Kahuiti had one, and dear to the heart of that remarkable anthropophagus. It was a striking figure of an old god, and a couple of feet square, and in the painter’s most characteristic style.

When I asked him to sell it to me, he opened wide those large brown eyes which had looked a hundred times at the advancing spear, and had watched the cooking of his slain enemy. He said nothing but the words, “Tiki hoa pii! An image by my dear friend!”

I smoked a pipe with him, and went back to Atuona thoughtful.

Gauguin made many enemies, but he kept his friends even in death.

Toujours tout a vous de cœur,” he had signed his letters to his one or two friends, with rare sincerity.

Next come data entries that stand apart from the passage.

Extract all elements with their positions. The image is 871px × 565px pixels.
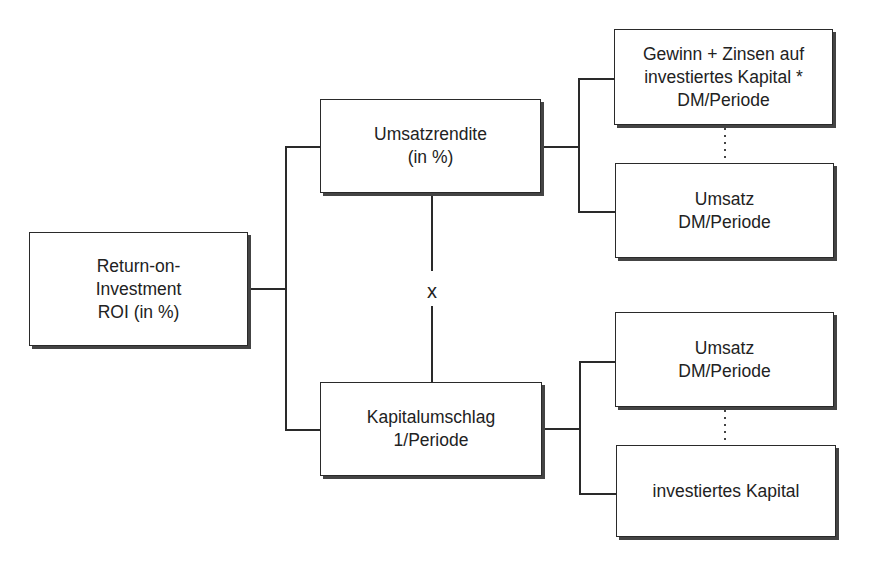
connector-upper-bracket [578, 78, 580, 212]
connector-lower-bracket [579, 361, 581, 494]
roi-box: Return-on- Investment ROI (in %) [29, 232, 248, 346]
umsatz-lower-box: Umsatz DM/Periode [615, 312, 834, 407]
connector-trunk [285, 146, 287, 430]
umsatz-lower-line-1: Umsatz [695, 337, 754, 360]
roi-line-1: Return-on- [97, 255, 181, 278]
umsatzrendite-box: Umsatzrendite (in %) [320, 99, 541, 193]
connector-bracket-to-umsatz-1 [578, 211, 615, 213]
connector-kapitalumschlag-to-bracket [542, 428, 579, 430]
investiertes-kapital-line-1: investiertes Kapital [653, 480, 800, 503]
connector-roi-to-trunk [248, 288, 286, 290]
roi-line-2: Investment [96, 278, 182, 301]
division-dotted-line-upper [724, 128, 726, 163]
division-dotted-line-lower [724, 410, 726, 445]
connector-trunk-to-kapitalumschlag [285, 429, 321, 431]
connector-bracket-to-gewinn [578, 78, 615, 80]
gewinn-zinsen-box: Gewinn + Zinsen auf investiertes Kapital… [614, 29, 833, 125]
kapitalumschlag-line-1: Kapitalumschlag [367, 406, 495, 429]
investiertes-kapital-box: investiertes Kapital [616, 445, 836, 537]
umsatz-upper-line-2: DM/Periode [678, 211, 770, 234]
umsatz-upper-line-1: Umsatz [695, 188, 754, 211]
roi-line-3: ROI (in %) [98, 301, 180, 324]
gewinn-zinsen-line-3: DM/Periode [677, 89, 769, 112]
connector-umsatzrendite-to-bracket [541, 146, 579, 148]
umsatzrendite-line-2: (in %) [408, 146, 454, 169]
umsatzrendite-line-1: Umsatzrendite [374, 123, 487, 146]
connector-multiply-lower [431, 306, 433, 382]
connector-bracket-to-investiertes-kapital [579, 493, 616, 495]
kapitalumschlag-box: Kapitalumschlag 1/Periode [320, 382, 542, 476]
connector-multiply-upper [431, 193, 433, 271]
umsatz-lower-line-2: DM/Periode [678, 360, 770, 383]
umsatz-upper-box: Umsatz DM/Periode [615, 163, 834, 258]
connector-bracket-to-umsatz-2 [579, 361, 616, 363]
multiply-operator: x [422, 281, 442, 301]
kapitalumschlag-line-2: 1/Periode [394, 429, 469, 452]
connector-trunk-to-umsatzrendite [285, 146, 321, 148]
gewinn-zinsen-line-2: investiertes Kapital * [644, 66, 803, 89]
gewinn-zinsen-line-1: Gewinn + Zinsen auf [643, 43, 804, 66]
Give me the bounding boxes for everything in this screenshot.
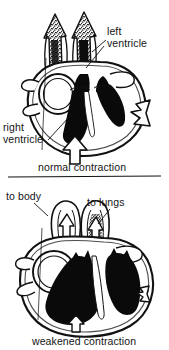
panel-weakened-contraction xyxy=(16,201,153,337)
label-right-ventricle-line2: ventricle xyxy=(3,133,43,145)
label-to-body: to body xyxy=(6,190,41,202)
label-left-ventricle-line2: ventricle xyxy=(107,37,147,49)
caption-weakened-contraction: weakened contraction xyxy=(32,335,136,347)
label-right-ventricle-line1: right xyxy=(3,121,43,133)
heart-contraction-figure: left ventricle right ventricle to body t… xyxy=(0,0,169,350)
label-left-ventricle-line1: left xyxy=(107,25,147,37)
label-to-lungs: to lungs xyxy=(87,196,125,208)
caption-normal-contraction: normal contraction xyxy=(38,161,126,173)
label-right-ventricle: right ventricle xyxy=(3,121,43,145)
panel-divider xyxy=(8,176,161,177)
leader-line-to-body xyxy=(34,203,48,216)
inferior-vena-cava-normal xyxy=(23,104,40,116)
heart-diagram-svg xyxy=(0,0,169,350)
right-atrium-inner-normal xyxy=(44,79,73,110)
label-left-ventricle: left ventricle xyxy=(107,25,147,49)
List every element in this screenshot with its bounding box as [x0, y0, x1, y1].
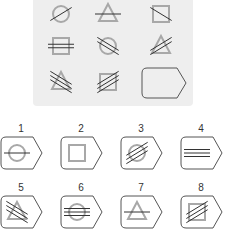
option-number: 8 [191, 182, 211, 193]
tag-outline [181, 196, 222, 228]
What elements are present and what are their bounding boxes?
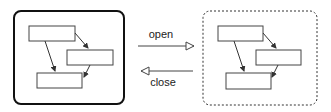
node-box	[29, 26, 75, 41]
node-box	[226, 73, 271, 89]
close-label: close	[133, 76, 193, 88]
closed-state-panel	[14, 11, 124, 104]
open-state-panel	[203, 11, 317, 105]
node-box	[256, 50, 301, 65]
open-label: open	[131, 28, 191, 40]
state-diagram	[0, 0, 331, 112]
node-box	[218, 26, 263, 41]
node-box	[67, 50, 113, 65]
node-box	[37, 73, 82, 88]
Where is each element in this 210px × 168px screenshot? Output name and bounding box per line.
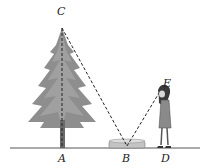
label-C: C	[57, 6, 65, 17]
label-E: E	[163, 78, 171, 89]
diagram-canvas	[0, 0, 210, 168]
sight-line-BE	[127, 93, 159, 146]
label-B: B	[122, 153, 130, 164]
mirror-icon	[109, 139, 145, 148]
label-D: D	[161, 153, 170, 164]
label-A: A	[58, 153, 66, 164]
person-icon	[157, 85, 171, 148]
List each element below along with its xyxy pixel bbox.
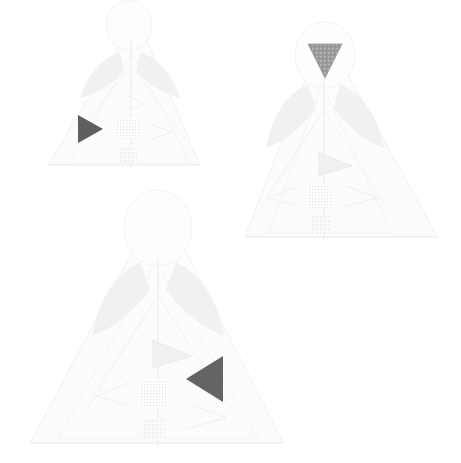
figure-3 <box>30 190 283 446</box>
figures-vector-layer <box>0 0 461 463</box>
figure-1-box-lower <box>119 146 137 162</box>
figure-3-box-upper <box>140 380 168 408</box>
image-canvas: Figure 1 Figure 2 Figure 3 <box>0 0 461 463</box>
figure-3-dome <box>124 190 192 266</box>
figure-3-box-lower <box>143 418 165 440</box>
figure-1-dome <box>106 0 152 50</box>
figure-2-box-lower <box>310 216 330 234</box>
figure-1-box-upper <box>117 118 139 140</box>
figure-1 <box>48 0 200 168</box>
figure-2 <box>245 22 438 240</box>
figure-2-box-upper <box>307 184 332 209</box>
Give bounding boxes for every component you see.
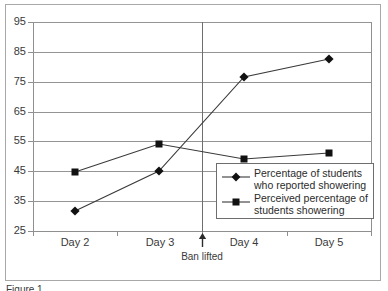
x-tick-mark-3 — [287, 231, 288, 236]
ban-lifted-label: Ban lifted — [162, 251, 242, 262]
x-axis-label-day-4: Day 4 — [212, 236, 276, 248]
y-tick-label-85: 85 — [4, 46, 26, 57]
x-tick-mark-0 — [33, 231, 34, 236]
y-tick-label-35: 35 — [4, 195, 26, 206]
x-tick-mark-4 — [371, 231, 372, 236]
chart-legend: Percentage of students who reported show… — [216, 163, 374, 219]
x-tick-mark-1 — [117, 231, 118, 236]
x-axis-label-day-2: Day 2 — [43, 236, 107, 248]
legend-label-perceived-percentage: Perceived percentage of students showeri… — [254, 192, 372, 216]
figure-root: 95 85 75 65 55 45 35 25 Day 2 Day 3 Day … — [0, 0, 388, 291]
legend-entry-reported-showering: Percentage of students who reported show… — [217, 167, 373, 192]
legend-label-reported-showering: Percentage of students who reported show… — [254, 167, 372, 191]
x-axis-label-day-5: Day 5 — [297, 236, 361, 248]
legend-entry-perceived-percentage: Perceived percentage of students showeri… — [217, 192, 373, 217]
ban-lifted-arrow-icon — [198, 233, 207, 247]
y-tick-label-95: 95 — [4, 16, 26, 27]
x-axis-label-day-3: Day 3 — [128, 236, 192, 248]
y-tick-label-25: 25 — [4, 225, 26, 236]
y-tick-label-65: 65 — [4, 106, 26, 117]
y-tick-label-75: 75 — [4, 76, 26, 87]
figure-caption: Figure 1 — [6, 284, 43, 291]
y-tick-label-45: 45 — [4, 165, 26, 176]
legend-square-icon — [222, 197, 250, 207]
legend-diamond-icon — [222, 172, 250, 182]
y-tick-label-55: 55 — [4, 135, 26, 146]
ban-lifted-line — [202, 22, 203, 232]
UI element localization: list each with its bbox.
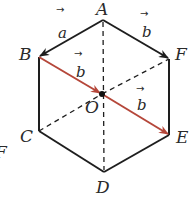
vector-label-b-bo: b: [76, 63, 86, 81]
vector-a: [40, 20, 103, 56]
vector-label-b-oe: b: [137, 96, 147, 114]
arrow-b-af: →: [140, 8, 148, 19]
label-D: D: [95, 177, 110, 197]
vector-b-af: [103, 20, 168, 58]
label-F-cropped: F: [0, 142, 8, 162]
vector-b-oe: [102, 94, 168, 134]
center-point: [99, 91, 105, 97]
label-C: C: [20, 126, 33, 146]
label-F: F: [174, 44, 188, 64]
label-A: A: [94, 0, 108, 19]
vector-b-bo: [39, 57, 100, 93]
arrow-b-bo: →: [74, 48, 82, 59]
arrow-a: →: [56, 4, 64, 15]
label-E: E: [175, 127, 189, 147]
arrow-b-oe: →: [136, 83, 144, 94]
label-B: B: [18, 44, 32, 64]
vector-label-a: a: [58, 24, 67, 42]
vector-label-b-af: b: [142, 23, 152, 41]
hexagon-diagram: A B C D E F O F → a → b → b → b: [0, 0, 196, 221]
label-O: O: [85, 97, 99, 117]
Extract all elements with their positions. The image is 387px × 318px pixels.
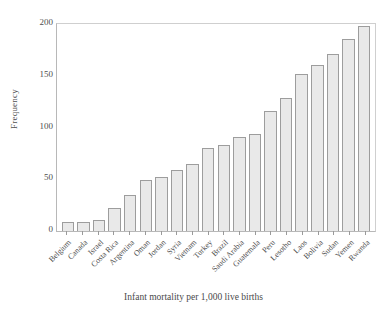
x-axis-tick-slot [216,231,232,235]
x-axis-label-slot: Lesotho [279,236,295,286]
x-axis-tick-mark [192,231,193,235]
bar-slot [263,24,279,231]
bars-container [57,24,375,231]
x-axis-tick-mark [302,231,303,235]
x-axis-label-slot: Argentina [122,236,138,286]
bar[interactable] [311,65,323,231]
x-axis-label-slot: Turkey [200,236,216,286]
bar[interactable] [295,74,307,231]
bar[interactable] [62,222,74,231]
y-axis-tick-label: 0 [49,224,54,234]
x-axis-label-slot: Rwanda [357,236,373,286]
x-axis-label-slot: Sudan [326,236,342,286]
x-axis-tick-mark [365,231,366,235]
x-axis-tick-slot [138,231,154,235]
y-axis-tick-label: 100 [40,121,54,131]
bar[interactable] [186,164,198,231]
bar-slot [232,24,248,231]
x-axis-tick-mark [349,231,350,235]
bar-slot [185,24,201,231]
x-axis-tick-slot [59,231,75,235]
bar[interactable] [93,220,105,231]
x-axis-tick-mark [239,231,240,235]
x-axis-tick-mark [176,231,177,235]
x-axis-title: Infant mortality per 1,000 live births [0,292,387,302]
x-axis-tick-slot [247,231,263,235]
x-axis-label-slot: Bolivia [310,236,326,286]
x-axis-tick-slot [279,231,295,235]
bar-slot [169,24,185,231]
x-axis-label-slot: Yemen [342,236,358,286]
bar[interactable] [358,26,370,231]
x-axis-tick-mark [333,231,334,235]
bar-slot [310,24,326,231]
x-axis-tick-slot [263,231,279,235]
bar-slot [154,24,170,231]
bar[interactable] [155,177,167,231]
x-axis-tick-slot [153,231,169,235]
x-axis-tick-mark [286,231,287,235]
x-axis-label-slot: Oman [138,236,154,286]
bar[interactable] [249,134,261,231]
x-axis-tick-slot [90,231,106,235]
bar[interactable] [140,180,152,231]
bar-slot [247,24,263,231]
bar[interactable] [342,39,354,232]
x-axis-tick-mark [129,231,130,235]
x-axis-tick-mark [113,231,114,235]
bar[interactable] [264,111,276,231]
x-axis-tick-mark [270,231,271,235]
bar[interactable] [108,208,120,231]
bar[interactable] [218,145,230,231]
y-axis-tick-label: 200 [40,17,54,27]
x-axis-tick-slot [106,231,122,235]
bar-slot [200,24,216,231]
x-axis-tick-slot [295,231,311,235]
y-axis-tick-label: 150 [40,69,54,79]
bar[interactable] [280,98,292,232]
x-axis-tick-slot [75,231,91,235]
bar-slot [122,24,138,231]
x-axis-label-slot: Vietnam [185,236,201,286]
x-axis-tick-slot [122,231,138,235]
bar[interactable] [327,54,339,231]
x-axis-tick-slot [232,231,248,235]
bar-chart-figure: Frequency 050100150200 BelgiumCanadaIsra… [0,0,387,318]
x-axis-tick-mark [223,231,224,235]
x-axis-category-labels: BelgiumCanadaIsraelCosta RicaArgentinaOm… [56,236,376,286]
bar[interactable] [202,148,214,231]
bar[interactable] [233,137,245,231]
x-axis-tick-mark [82,231,83,235]
x-axis-tick-slot [342,231,358,235]
bar-slot [107,24,123,231]
x-axis-tick-slot [310,231,326,235]
x-axis-tick-slot [357,231,373,235]
bar-slot [138,24,154,231]
x-axis-tick-mark [318,231,319,235]
x-axis-tick-mark [255,231,256,235]
bar-slot [356,24,372,231]
bar-slot [325,24,341,231]
bar-slot [76,24,92,231]
x-axis-tick-mark [161,231,162,235]
plot-area [56,23,376,232]
bar[interactable] [124,195,136,231]
x-axis-label-slot: Guatemala [247,236,263,286]
x-axis-tick-slot [185,231,201,235]
y-axis-title: Frequency [9,69,19,149]
bar[interactable] [171,170,183,231]
bar[interactable] [77,222,89,231]
x-axis-label-slot: Canada [75,236,91,286]
x-axis-tick-mark [66,231,67,235]
x-axis-tick-slot [169,231,185,235]
x-axis-tick-mark [98,231,99,235]
bar-slot [91,24,107,231]
bar-slot [278,24,294,231]
x-axis-tick-slot [200,231,216,235]
x-axis-tick-mark [145,231,146,235]
bar-slot [216,24,232,231]
x-axis-ticks [56,231,376,235]
x-axis-label-slot: Jordan [153,236,169,286]
bar-slot [341,24,357,231]
y-axis-tick-label: 50 [44,172,53,182]
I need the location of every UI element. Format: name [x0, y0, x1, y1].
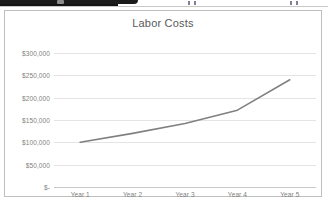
toolbar-marker-icon — [296, 1, 298, 5]
y-tick-label: $300,000 — [22, 50, 50, 57]
y-tick-label: $- — [44, 184, 50, 191]
x-axis: Year 1Year 2Year 3Year 4Year 5 — [54, 191, 316, 201]
chrome-divider — [0, 6, 328, 7]
x-tick-label: Year 4 — [211, 191, 263, 201]
plot-area: $300,000$250,000$200,000$150,000$100,000… — [5, 11, 323, 198]
ribbon-dark-bar-rounded — [0, 0, 138, 4]
chart-container[interactable]: Labor Costs $300,000$250,000$200,000$150… — [4, 10, 322, 197]
y-tick-label: $200,000 — [22, 94, 50, 101]
x-tick-label: Year 3 — [159, 191, 211, 201]
y-tick-label: $250,000 — [22, 72, 50, 79]
toolbar-marker-icon — [290, 1, 292, 5]
y-tick-label: $100,000 — [22, 139, 50, 146]
ribbon-icon — [57, 0, 64, 4]
x-tick-label: Year 2 — [106, 191, 158, 201]
toolbar-marker-icon — [194, 1, 196, 5]
y-tick-label: $50,000 — [26, 161, 50, 168]
toolbar-marker-icon — [188, 1, 190, 5]
app-chrome-sliver — [0, 0, 328, 8]
y-tick-label: $150,000 — [22, 117, 50, 124]
y-axis: $300,000$250,000$200,000$150,000$100,000… — [5, 11, 53, 198]
x-tick-label: Year 5 — [264, 191, 316, 201]
series-line-labor-costs — [54, 11, 316, 198]
x-tick-label: Year 1 — [54, 191, 106, 201]
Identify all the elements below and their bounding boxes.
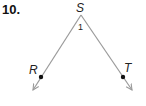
angle-diagram: S 1 R T [0,0,146,106]
vertex-label-s: S [76,1,84,15]
point-t [121,75,125,79]
point-r [39,75,43,79]
point-label-t: T [124,61,133,75]
ray-st [81,15,132,90]
point-label-r: R [29,63,38,77]
angle-label-1: 1 [78,22,83,32]
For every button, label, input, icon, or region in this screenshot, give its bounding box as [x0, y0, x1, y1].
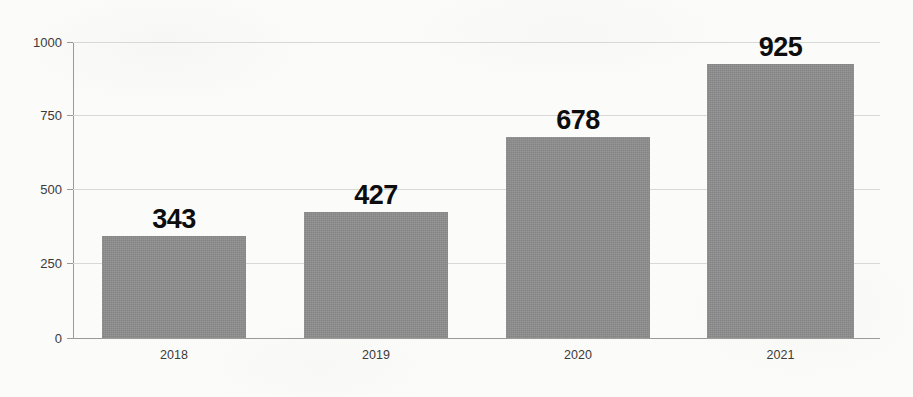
value-label-2019: 427 — [304, 182, 448, 209]
x-tick-label-2020: 2020 — [506, 349, 650, 362]
plot-area — [73, 42, 880, 338]
value-label-2020: 678 — [506, 107, 650, 134]
bar-2021 — [707, 64, 854, 338]
x-tick-label-2019: 2019 — [304, 349, 448, 362]
y-tick-label-500: 500 — [2, 183, 62, 196]
bar-2020 — [506, 137, 650, 338]
y-tick-label-250: 250 — [2, 257, 62, 270]
y-tick-label-0: 0 — [2, 332, 62, 345]
bar-2018 — [102, 236, 246, 338]
y-tick-label-1000: 1000 — [2, 36, 62, 49]
x-tick-label-2018: 2018 — [102, 349, 246, 362]
bar-chart: 1000 750 500 250 0 343 427 678 925 2018 … — [0, 0, 913, 397]
x-tick-label-2021: 2021 — [707, 349, 854, 362]
y-axis-tick-labels: 1000 750 500 250 0 — [0, 0, 62, 397]
bar-2019 — [304, 212, 448, 338]
y-tick-label-750: 750 — [2, 109, 62, 122]
gridline-0 — [73, 338, 880, 339]
value-label-2018: 343 — [102, 206, 246, 233]
value-label-2021: 925 — [707, 34, 854, 61]
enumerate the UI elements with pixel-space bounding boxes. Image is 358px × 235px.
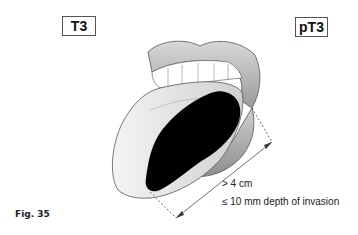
pathological-stage-label: pT3 [295,17,328,37]
depth-annotation: ≤ 10 mm depth of invasion [222,196,339,207]
size-annotation: > 4 cm [222,178,252,189]
clinical-stage-label: T3 [62,16,96,36]
figure-label: Fig. 35 [15,209,50,219]
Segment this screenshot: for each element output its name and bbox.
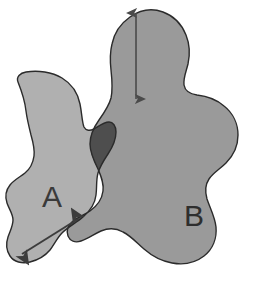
region-a-label: A: [42, 180, 62, 213]
region-b-label: B: [184, 199, 204, 232]
overlapping-regions-diagram: A B: [0, 0, 255, 281]
diagram-canvas: A B: [0, 0, 255, 281]
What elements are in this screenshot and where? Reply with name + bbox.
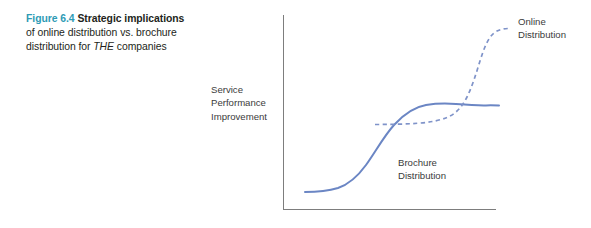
caption-line-2: of online distribution vs. brochure [26,26,222,40]
series-label-online-line-1: Online [518,15,566,28]
series-label-brochure-distribution: Brochure Distribution [398,156,446,182]
figure-number: Figure 6.4 [26,13,75,24]
caption-italic-the: THE [93,41,114,52]
caption-line-1: Figure 6.4 Strategic implications [26,12,222,26]
chart-area: Service Performance Improvement Online D… [200,0,591,228]
figure-container: Figure 6.4 Strategic implications of onl… [0,0,591,228]
caption-line-3: distribution for THE companies [26,40,222,54]
caption-line-3-part-a: distribution for [26,41,93,52]
series-label-online-line-2: Distribution [518,28,566,41]
caption-lead-text-value: Strategic implications [77,13,184,24]
series-label-brochure-line-1: Brochure [398,156,446,169]
series-line-online-distribution [375,28,511,124]
figure-caption: Figure 6.4 Strategic implications of onl… [26,12,222,55]
series-label-brochure-line-2: Distribution [398,169,446,182]
series-label-online-distribution: Online Distribution [518,15,566,41]
caption-lead-text: Strategic implications [75,13,185,24]
caption-line-3-part-b: companies [114,41,167,52]
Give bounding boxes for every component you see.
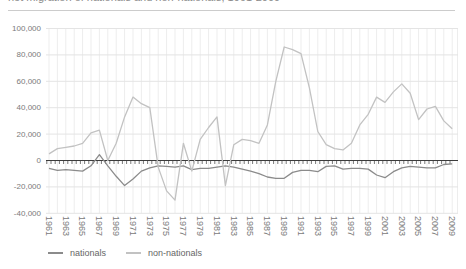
x-axis-tick-label: 1979 [195, 216, 205, 236]
line-chart-canvas: 100,00080,00060,00040,00020,0000-20,000-… [0, 0, 466, 248]
x-axis-tick-label: 2005 [413, 216, 423, 236]
x-axis-tick-label: 1981 [212, 216, 222, 236]
x-axis-tick-label: 2009 [447, 216, 457, 236]
y-axis-tick-label: 0 [37, 156, 42, 165]
x-axis-tick-label: 1995 [329, 216, 339, 236]
x-axis-tick-label: 1997 [346, 216, 356, 236]
x-axis-tick-label: 1991 [296, 216, 306, 236]
y-axis-tick-label: 100,000 [12, 24, 41, 33]
x-axis-tick-label: 1963 [61, 216, 71, 236]
nationals-line-swatch [48, 252, 63, 254]
x-axis-tick-label: 1975 [161, 216, 171, 236]
y-axis-tick-label: 60,000 [17, 77, 42, 86]
x-axis-tick-label: 1993 [313, 216, 323, 236]
x-axis-tick-label: 1967 [94, 216, 104, 236]
x-axis-tick-label: 2007 [430, 216, 440, 236]
non-nationals-line-swatch [126, 252, 141, 254]
x-axis-tick-label: 1965 [77, 216, 87, 236]
legend-label-nationals: nationals [70, 248, 106, 258]
x-axis-tick-label: 1971 [128, 216, 138, 236]
migration-line-chart-figure: net migration of nationals and non-natio… [0, 0, 466, 269]
x-axis-tick-label: 1987 [262, 216, 272, 236]
x-axis-tick-label: 1999 [363, 216, 373, 236]
legend: nationals non-nationals [48, 248, 202, 258]
x-axis-tick-label: 1983 [229, 216, 239, 236]
y-axis-tick-label: 80,000 [17, 50, 42, 59]
x-axis-tick-label: 1985 [245, 216, 255, 236]
y-axis-tick-label: 40,000 [17, 103, 42, 112]
y-axis-tick-label: -20,000 [14, 182, 42, 191]
x-axis-tick-label: 1969 [111, 216, 121, 236]
y-axis-tick-label: -40,000 [14, 209, 42, 218]
legend-label-non-nationals: non-nationals [148, 248, 202, 258]
x-axis-tick-label: 1989 [279, 216, 289, 236]
x-axis-tick-label: 2003 [397, 216, 407, 236]
x-axis-tick-label: 2001 [380, 216, 390, 236]
legend-item-nationals: nationals [48, 248, 106, 258]
x-axis-tick-label: 1961 [44, 216, 54, 236]
y-axis-tick-label: 20,000 [17, 130, 42, 139]
legend-item-non-nationals: non-nationals [126, 248, 202, 258]
x-axis-tick-label: 1973 [145, 216, 155, 236]
x-axis-tick-label: 1977 [178, 216, 188, 236]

Gauguin had deserted Tahiti because of his frequent quarrels with the representatives of the Government there, and with the church. He precipitated a similar situation in Atuona almost immediately. In his “Intimate Journals,” he tells of it:

The first news that reached me on my arrival at Atuona was that there was no land to be bought or sold, except at the mission.... Even so, as the bishop was away, I should have to wait a month. My trunks and a shipment of building lumber waited on the beach. During this month, as you can well imagine, I went to mass every Sunday, forced as I was to play the rôle of a good Catholic and a railer against the Protestants. My reputation was made, and His reverence, without suspecting my hypocrisy, was quite willing (since it was I) to sell me a small plot of ground filled with pebbles and underbrush for 650 francs. I set to work courageously, and, thanks once more to some men recommended by the bishop, I was soon settled.

Hypocrisy has its good points. When my hut was finished, I no longer thought of making war on the Protestant pastor, who was a well-brought-up young man with a liberal mind besides; nor did I think any longer of going to church. A chicken had come along, and war had begun again. When I say a chicken I am modest, for all the chickens had arrived, and without any invitation. His Reverence is a regular goat, while I am a tough old cock and fairly well-seasoned. If I said the goat began it, I should be telling the truth. To want to condemn me to a vow of chastity! That’s a little too much; nothing like that, Lizette!

To cut two superb pieces of rose-wood and carve them after the Marquesan fashion was child’s play for me. One of them represented a horned devil (the bishop), the other a charming woman with flowers in her hair. It was enough to name her Thérèse for every one without exception, even the school-children, to see in it an allusion to this celebrated love affair. Even if this is all a myth, still it was not I who started it.

Pastor Vernier told me of his acquaintance with Gauguin and of his last days. Vernier acknowledged that he had never been his friend. I would have known that, for to Gauguin, professors of theology were as absurd and abhorrent as he to them.